So there I was Saturday night at a fancy dress party and all the upscale guests were making plans for stating home Sunday night to watch the last episode of Downton Abbey.
"Why can't Canadian TV make a Downton Abbey?" one guest asked me and everybody stopped eating to listen to my reply.
I patiently explained that first of all Canadian TV simply hasn't that kind of money these days to finance such an expensive undertaking.
Hw m,any TV adaptations of great Canadian novels have you seen on CBC or anywhere else ion the last few years?
"None!" shouted the hostess.
I rest my case.
Canadian TV movies have virtually disappeared as ratings go south.
One of the last ones I recall was the TV biography of Don Cherry which got good notices and strong ratings here.
And how many other countries bought it?
Just Finnish TV, that's all, presumably because Cherry hired a number of Finnish hockey stars over the years.
Successful Canadian series have been shipped to American TV: Motive, Saving Hope, Flashpoint, Combat Hospital.
All of them disguised their Canadian origins so unsuspecting American viewers would think they were watching just another homegrown series.
And as far as replicating Downton Abbey?
I was the kid TV critic at The Hamilton Spectator way back in 1973 when CBC premiered its hugely expensive version of that old chestnut Jalna.
The stars includes Kate Reid, Blair Brown, Paul Harding --the original star was supposed to be William Hutt but he told me later he faked a serious illness to get out of his contract --he had read the first few scripts and shuddered.
The trouble was the adaptators who included George Jonas and Timothy Findley didn't stick with the original source material but unwisely added a modern day story --featuring the same actors but as more modern ancestors.
Viewers were understandably confused when they saw Kate Reid as two different characters in two diffderent scenes.
I attended the lavish premiere of the first two episodes at St. Lawrence Centre which played to an overflow crowd who pointedly did not applaud at the end.
I found the executive producer Fletcher Markle standing by the bar looking completely ejected.
Miss Reid guzzled champagne and talked darkly about the train wreck/ we'd just witnessed.
CBC even forced the producer of Masterpiece Theater Joan Wilson to siut through a New York screening in hopes of selling it to PBS.
"I wondered why they just didn't film the original novel which could have been very successful," she told me.
CBC later made a number of historical epics including The National Dream, Laurier and Riel but there were few international sales.
These days CBC cannot afford anything like the expenses sunk into Jalna.
Which is why we were all watching Downton Abbey Sunday night--it's the kind of lavish TV making that long ago disappeared on Canadian TV.
"Why can't Canadian TV make a Downton Abbey?" one guest asked me and everybody stopped eating to listen to my reply.
I patiently explained that first of all Canadian TV simply hasn't that kind of money these days to finance such an expensive undertaking.
Hw m,any TV adaptations of great Canadian novels have you seen on CBC or anywhere else ion the last few years?
"None!" shouted the hostess.
I rest my case.
Canadian TV movies have virtually disappeared as ratings go south.
One of the last ones I recall was the TV biography of Don Cherry which got good notices and strong ratings here.
And how many other countries bought it?
Just Finnish TV, that's all, presumably because Cherry hired a number of Finnish hockey stars over the years.
Successful Canadian series have been shipped to American TV: Motive, Saving Hope, Flashpoint, Combat Hospital.
All of them disguised their Canadian origins so unsuspecting American viewers would think they were watching just another homegrown series.
And as far as replicating Downton Abbey?
I was the kid TV critic at The Hamilton Spectator way back in 1973 when CBC premiered its hugely expensive version of that old chestnut Jalna.
The stars includes Kate Reid, Blair Brown, Paul Harding --the original star was supposed to be William Hutt but he told me later he faked a serious illness to get out of his contract --he had read the first few scripts and shuddered.
The trouble was the adaptators who included George Jonas and Timothy Findley didn't stick with the original source material but unwisely added a modern day story --featuring the same actors but as more modern ancestors.
Viewers were understandably confused when they saw Kate Reid as two different characters in two diffderent scenes.
I attended the lavish premiere of the first two episodes at St. Lawrence Centre which played to an overflow crowd who pointedly did not applaud at the end.
I found the executive producer Fletcher Markle standing by the bar looking completely ejected.
Miss Reid guzzled champagne and talked darkly about the train wreck/ we'd just witnessed.
CBC even forced the producer of Masterpiece Theater Joan Wilson to siut through a New York screening in hopes of selling it to PBS.
"I wondered why they just didn't film the original novel which could have been very successful," she told me.
CBC later made a number of historical epics including The National Dream, Laurier and Riel but there were few international sales.
These days CBC cannot afford anything like the expenses sunk into Jalna.
Which is why we were all watching Downton Abbey Sunday night--it's the kind of lavish TV making that long ago disappeared on Canadian TV.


• **Problem statement**:
An exact copy of the records below is required, and it must contain no pictures.

• **Data for this exercise**:
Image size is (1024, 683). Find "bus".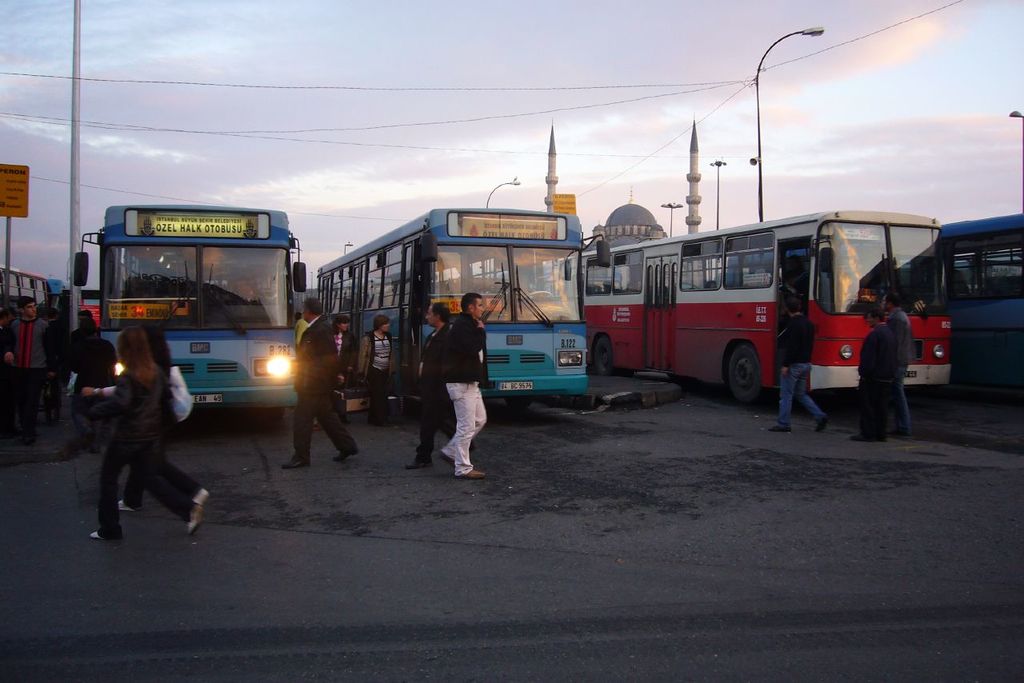
[x1=322, y1=204, x2=608, y2=405].
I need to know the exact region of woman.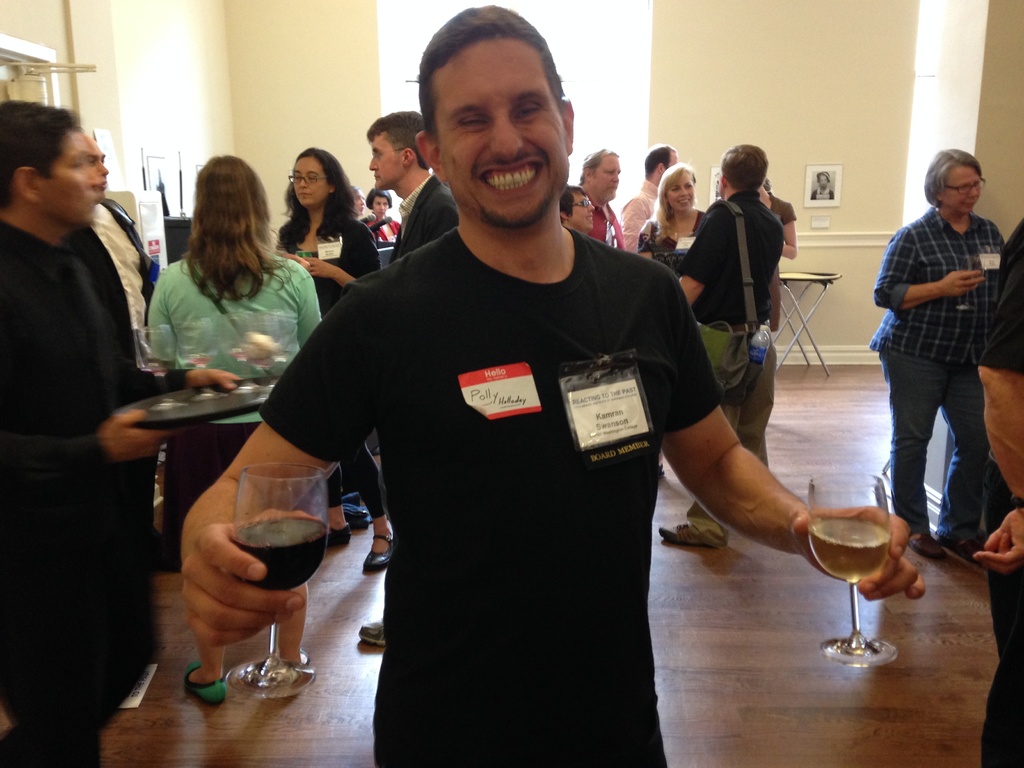
Region: crop(868, 141, 1009, 563).
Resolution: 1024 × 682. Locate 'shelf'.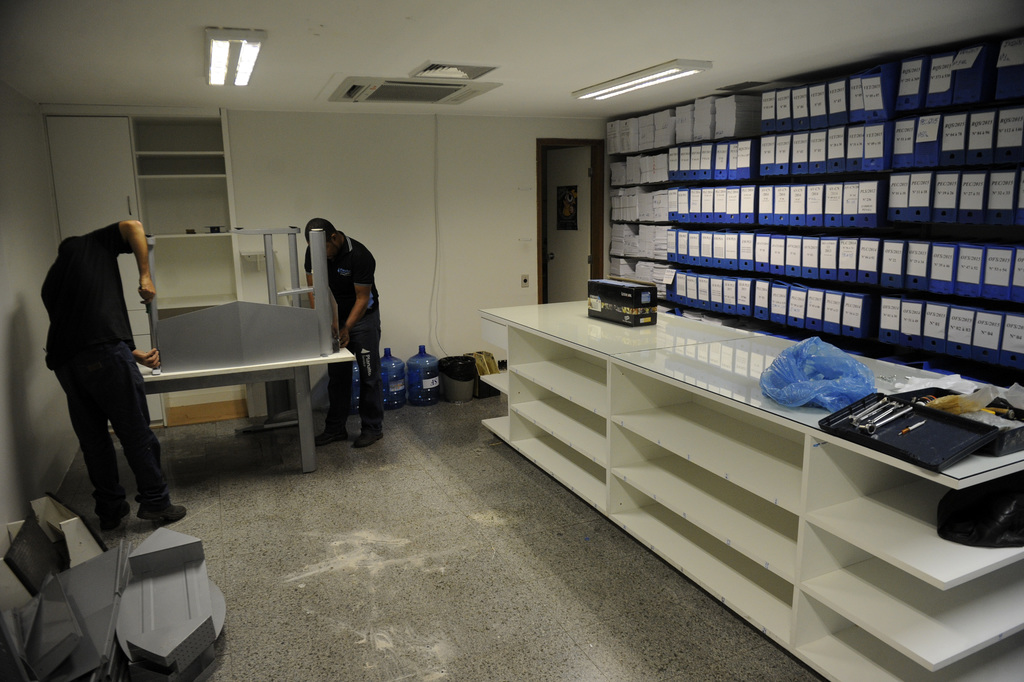
l=584, t=328, r=819, b=648.
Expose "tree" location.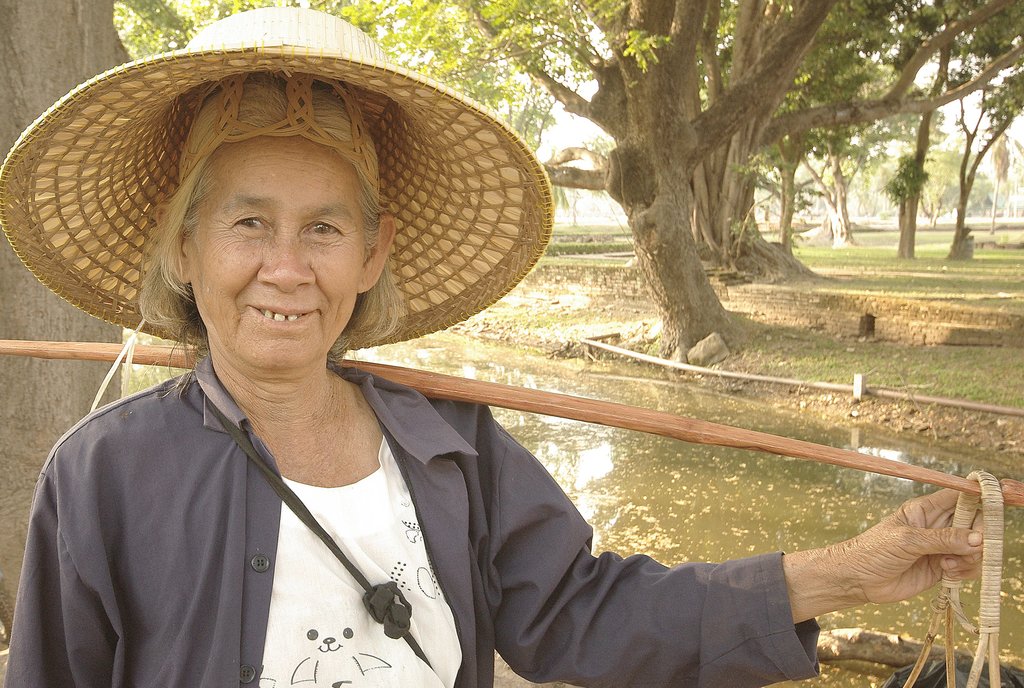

• **Answer to the problem**:
Image size is (1024, 683). Find "bus".
[x1=322, y1=204, x2=608, y2=405].
I need to know the exact region of woman.
Region: crop(868, 141, 1009, 563).
Resolution: 1024 × 682. Locate 'shelf'.
l=584, t=328, r=819, b=648.
Expose "tree" location.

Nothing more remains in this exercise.